No crackers awoke the calm reveries of loungers beneath "the elms of good old Yale" on Monday evening.

A PAMPHLET record of the Class of 1878, accurate and complete, is for sale at Sever's. Price, 10 cents, prepaid.

THERE were 245 candidates examined for admission to the next Freshman class, of whom 119 applied under the new method.

THE balloting on Commencement Day to fill the vacancies in the Board of Overseers resulted in the following choice: Alexander McKenzie, Le Baron Russell, R. M. Hodges, Robert D. Smith, and Charles R. Codman.

GROUND between Appleton Chapel and Gore Hall has been marked off for the excavation of the foundations for Sever Hall. The building will stand so far back from University Hall that one of the houses on Quincy. Street will have to be removed to give place to it.

"OUR Nine, chafed by the severe criticism of senseless writers, and ridiculed by would-be authorities on base-ball matters, has proven itself capable of deeds surpassing all the former triumphs which Yale has gained on the ball-field." - Yale News, May 27, 1878. Amended June 24, 26, 29: 11 vs. 3, 9 vs. 2, 16 vs. 3.

THE following is the batting average of the University Base-Ball Champions:-

A. B. IB. %B. H.

Tyng 120 36 .300

Thayer 140 40 .285

Howe 110 31 .281

Latham 117 33 .273

Ernst 131 32 .244

Wright 134 32 .238

Winsor 36 8 .235

Nunn 114 25 .219

Fessenden 93 20 .215

Holden 137 29 .211

IN Mr. Moses King's little book entitled "Harvard and its Surroundings," which is a guide-book of a character worthy of the great University of New England, is the following unique advertisement, which, after an appropriate verse to the air of "Fair Harvard," proceeds as follows:-

We take advantage, in printing this edition for Mr. King, to bring to the notice of Harvard men the facilities of our establishment for the production of all kinds of nobby printing.

Freshmen - Modest visiting-cards; note-heads on which to write the first letter home to mamma; envelopes, with name and number of room, to demoralize the village postmaster.

Sophomores - Swell cartes-de-visite, fancy monograms, bills of fare, club programmes, menus. Yum! yum!

Juniors - Base-ball books, regatta printing, billiard scores, society invitations, ball cards, tickets of every description, theatrical programmes in all languages.

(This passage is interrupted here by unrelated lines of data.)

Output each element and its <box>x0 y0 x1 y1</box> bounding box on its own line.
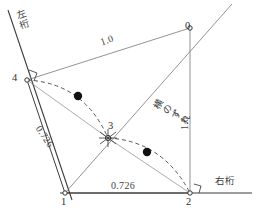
node-label-1: 1 <box>61 197 67 208</box>
node-label-3: 3 <box>108 121 114 132</box>
dimension-label-bottom: 0.726 <box>111 181 135 191</box>
axis-label-right-girder: 右桁 <box>215 176 236 186</box>
node-marker-1[interactable] <box>63 191 67 195</box>
node-label-0: 0 <box>185 21 191 32</box>
diagonal-axis <box>65 4 232 193</box>
node-label-2: 2 <box>186 197 192 208</box>
node-marker-4[interactable] <box>25 78 29 82</box>
deflection-point-upper[interactable] <box>74 92 82 100</box>
node-label-4: 4 <box>12 73 18 84</box>
figure-canvas: 0 1 2 3 4 1.0 1.0 0.726 0.726 左桁 右桁 横のずれ <box>0 0 260 213</box>
angle-tick-node-2 <box>194 184 201 193</box>
node-3-starburst <box>99 129 117 147</box>
deflection-point-lower[interactable] <box>143 148 151 156</box>
node-marker-2[interactable] <box>188 191 192 195</box>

Seniors - Stenographic reporters furnished for heavy works, and first-class orations reproduced in three days' time; class-day and graduation printing in the latest style of the art-preservative. We cordially extend an invitation to the survivors of the Lampoon to call and examine the largest printing establishment in New England. Rand, Avery, & Co., Printers by contract to the Commonwealth of Massachusetts, and by courtesy to their Royal Nibs - the undergraduates of Harvard University. - Courier - Journal.